His last album as J. Tillman was 2010’s Singing Ax. Since then Tillman has adopted the persona of Father John Misty.

As Father John Misty, Tillman released 2012’s Fear Fun, wherein he showed his unique ability for crafting gorgeous psychedelic-tinged folk songs where he reveled in his psilocybin-influenced debauchery.

Describing himself as “a one night stand / I’m a ladies man” in Fear Fun’s “Only Son of the Ladiesman,” Father John Misty finds himself tackling his own perceptions of himself on his new album I Love You, Honeybear, released Feb. 10 on Sub Pop Records.

Josh Tillman is a married man now, and I Love You, Honeybear is essentially a concept album about his wife, Emma, and his personal journey to reclaim himself. Sincerity and intimacy were themes glossed over throughout Fear Fun, but they play a crucial role in Honeybear.

In the album, Tillman hides himself behind cynicism and impeccable wit, making his music a Rorschach test of his own and forcing listeners to draw their own conclusions about who Josh Tillman really is.

The highest praise of Honeybear is the feeling of completeness it leaves with you. Every song from the piano led “Bored in the U.S.A.” to synth-based “True Affection,” and the psychedelic come down rock of “Ideal Husband,” stand on their own.

It’s the sort of album where it would feel incomplete if any of the songs were missing, but every song could survive as a single, too.

Trying to decipher Josh Tillman through his lyrics on Honeybear is difficult, bringing to mind a little bit of Ariel Pink’s presentation of himself on last year’s Pom Pom.
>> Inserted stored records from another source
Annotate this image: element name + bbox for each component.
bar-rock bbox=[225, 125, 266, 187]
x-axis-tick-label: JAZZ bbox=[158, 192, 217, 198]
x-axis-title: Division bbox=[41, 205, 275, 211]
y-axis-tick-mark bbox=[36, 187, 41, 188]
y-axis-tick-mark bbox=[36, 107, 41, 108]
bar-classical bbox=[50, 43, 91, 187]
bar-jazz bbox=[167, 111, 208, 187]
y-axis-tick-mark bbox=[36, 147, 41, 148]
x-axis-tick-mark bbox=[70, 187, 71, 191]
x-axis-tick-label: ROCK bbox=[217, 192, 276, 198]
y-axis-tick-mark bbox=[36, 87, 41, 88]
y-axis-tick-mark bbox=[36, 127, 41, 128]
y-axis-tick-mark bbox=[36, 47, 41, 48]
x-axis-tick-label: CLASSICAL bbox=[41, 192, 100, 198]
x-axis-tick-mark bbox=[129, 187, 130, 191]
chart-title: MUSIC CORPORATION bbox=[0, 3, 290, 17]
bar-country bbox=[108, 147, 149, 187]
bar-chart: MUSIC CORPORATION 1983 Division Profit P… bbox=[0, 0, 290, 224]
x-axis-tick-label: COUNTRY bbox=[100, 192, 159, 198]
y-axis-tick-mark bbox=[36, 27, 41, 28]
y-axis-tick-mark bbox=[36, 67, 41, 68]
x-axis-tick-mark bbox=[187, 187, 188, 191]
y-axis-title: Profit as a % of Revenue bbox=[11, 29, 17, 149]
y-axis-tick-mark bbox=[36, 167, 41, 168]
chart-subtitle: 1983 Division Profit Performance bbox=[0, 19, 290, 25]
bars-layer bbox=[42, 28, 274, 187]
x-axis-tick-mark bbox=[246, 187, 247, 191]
Upon first listen, Tillman’s lyrics might come off as entirely ironic. In another listen, those same lyrics might be interpreted as some big, self-revealing revelation.

Honeybear is both mocking and openhearted, often at the same time.
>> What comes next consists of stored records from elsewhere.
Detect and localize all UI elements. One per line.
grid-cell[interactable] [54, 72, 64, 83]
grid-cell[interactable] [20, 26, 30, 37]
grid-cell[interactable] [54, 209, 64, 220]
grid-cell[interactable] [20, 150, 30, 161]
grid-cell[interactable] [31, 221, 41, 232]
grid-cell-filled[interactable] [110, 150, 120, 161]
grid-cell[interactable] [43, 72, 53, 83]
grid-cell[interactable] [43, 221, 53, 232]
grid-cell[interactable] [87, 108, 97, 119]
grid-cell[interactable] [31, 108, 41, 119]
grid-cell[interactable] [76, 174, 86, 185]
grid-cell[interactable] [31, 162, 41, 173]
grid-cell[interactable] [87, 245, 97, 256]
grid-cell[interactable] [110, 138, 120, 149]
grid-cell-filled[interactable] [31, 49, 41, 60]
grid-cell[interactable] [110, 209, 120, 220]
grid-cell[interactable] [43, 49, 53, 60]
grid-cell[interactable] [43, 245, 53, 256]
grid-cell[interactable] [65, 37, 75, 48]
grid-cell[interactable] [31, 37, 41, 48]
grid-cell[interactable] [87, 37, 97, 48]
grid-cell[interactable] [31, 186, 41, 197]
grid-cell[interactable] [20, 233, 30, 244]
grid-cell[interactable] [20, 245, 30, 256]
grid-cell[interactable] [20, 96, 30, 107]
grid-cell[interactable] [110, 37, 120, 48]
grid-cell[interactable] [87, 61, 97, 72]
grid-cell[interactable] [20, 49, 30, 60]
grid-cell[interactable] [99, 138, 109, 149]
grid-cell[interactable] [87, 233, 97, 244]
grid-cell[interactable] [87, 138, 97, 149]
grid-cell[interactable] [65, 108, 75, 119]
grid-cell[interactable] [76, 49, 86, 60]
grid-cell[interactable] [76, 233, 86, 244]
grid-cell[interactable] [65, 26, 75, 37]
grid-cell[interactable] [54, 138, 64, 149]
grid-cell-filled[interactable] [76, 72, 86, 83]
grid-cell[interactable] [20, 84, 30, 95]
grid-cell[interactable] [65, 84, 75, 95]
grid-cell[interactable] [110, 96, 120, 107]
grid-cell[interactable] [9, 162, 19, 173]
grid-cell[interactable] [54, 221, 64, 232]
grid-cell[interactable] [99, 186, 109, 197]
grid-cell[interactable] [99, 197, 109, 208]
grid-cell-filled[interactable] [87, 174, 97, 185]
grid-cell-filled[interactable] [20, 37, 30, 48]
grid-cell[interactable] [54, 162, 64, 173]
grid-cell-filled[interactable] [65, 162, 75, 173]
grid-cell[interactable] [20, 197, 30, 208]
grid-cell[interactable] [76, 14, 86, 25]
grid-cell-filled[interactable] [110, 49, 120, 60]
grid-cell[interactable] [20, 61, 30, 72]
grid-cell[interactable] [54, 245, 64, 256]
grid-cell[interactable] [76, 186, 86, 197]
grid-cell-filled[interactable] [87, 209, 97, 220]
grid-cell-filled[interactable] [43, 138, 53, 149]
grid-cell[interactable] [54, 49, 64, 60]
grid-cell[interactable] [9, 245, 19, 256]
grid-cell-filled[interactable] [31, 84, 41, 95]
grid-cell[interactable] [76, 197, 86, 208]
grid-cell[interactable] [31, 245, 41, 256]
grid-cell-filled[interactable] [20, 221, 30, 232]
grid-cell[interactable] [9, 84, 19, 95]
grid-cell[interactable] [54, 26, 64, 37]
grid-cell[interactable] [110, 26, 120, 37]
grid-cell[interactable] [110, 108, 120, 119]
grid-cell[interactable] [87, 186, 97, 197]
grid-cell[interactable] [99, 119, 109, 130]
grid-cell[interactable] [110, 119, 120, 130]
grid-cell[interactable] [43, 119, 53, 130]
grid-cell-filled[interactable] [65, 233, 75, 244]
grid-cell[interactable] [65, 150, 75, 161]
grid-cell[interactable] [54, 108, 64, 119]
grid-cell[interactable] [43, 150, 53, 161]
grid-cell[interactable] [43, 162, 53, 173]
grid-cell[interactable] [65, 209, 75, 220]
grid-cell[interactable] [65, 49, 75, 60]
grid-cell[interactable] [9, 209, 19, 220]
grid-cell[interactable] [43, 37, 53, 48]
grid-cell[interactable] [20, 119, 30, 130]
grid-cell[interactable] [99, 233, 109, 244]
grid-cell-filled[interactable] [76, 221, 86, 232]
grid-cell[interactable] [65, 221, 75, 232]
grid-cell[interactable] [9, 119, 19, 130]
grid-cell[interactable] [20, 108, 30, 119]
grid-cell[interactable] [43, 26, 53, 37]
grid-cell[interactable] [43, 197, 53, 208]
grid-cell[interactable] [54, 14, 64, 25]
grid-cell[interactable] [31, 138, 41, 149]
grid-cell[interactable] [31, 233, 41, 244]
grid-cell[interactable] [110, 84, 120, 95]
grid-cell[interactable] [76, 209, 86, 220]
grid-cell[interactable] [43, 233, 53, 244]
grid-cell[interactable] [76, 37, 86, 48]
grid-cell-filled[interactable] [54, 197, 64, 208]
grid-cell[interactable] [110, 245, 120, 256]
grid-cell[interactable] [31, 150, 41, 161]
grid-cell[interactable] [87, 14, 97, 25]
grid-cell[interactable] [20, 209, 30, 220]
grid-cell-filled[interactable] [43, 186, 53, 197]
“Bored in the U.S.A.” has Tillman apathetically singing “they gave me a useless education / and a subprime loan / on a craftsman home / keep my prescriptions filled / and now I can’t get off” to an audience’s applause between each line.

It’s equal parts satirical and sad, a dichotomy which repeats itself often throughout Honeybear.

On “The Night Josh Tillman Came to Our Apartment,” Tillman chides a different woman, not his honey bear Emma.

“She says, like literally, music is the air she breathes / and the malapropos make me want to fucking scream / I wonder if she even knows what that word means/ Well, it’s literally not that.”

Honeybear can be as funny as a stand-up comedy special, and Tillman’s sharp humor combines with his attempts at sincerity throughout the album in magnificent ways.

Songs like “Holy Shit,” “Ideal Husband” and album closer “I Went to the Store One Day” are some of his purest love songs, though he might not describe them as love songs himself.

“I Went To The Store One Day” is an ode to his wife in which he sings about their first meeting in a parking lot.

“Say, do you wanna get married / and put an end to our endless progressive tendency to scorn / Provincial concepts like your dowry and your daddy’s farm? / for love to find us of all people / I never thought it’d be so simple.”

For a psychedelic drifter with a tendency for wordiness like Tillman, he’s rather understated about the whole thing.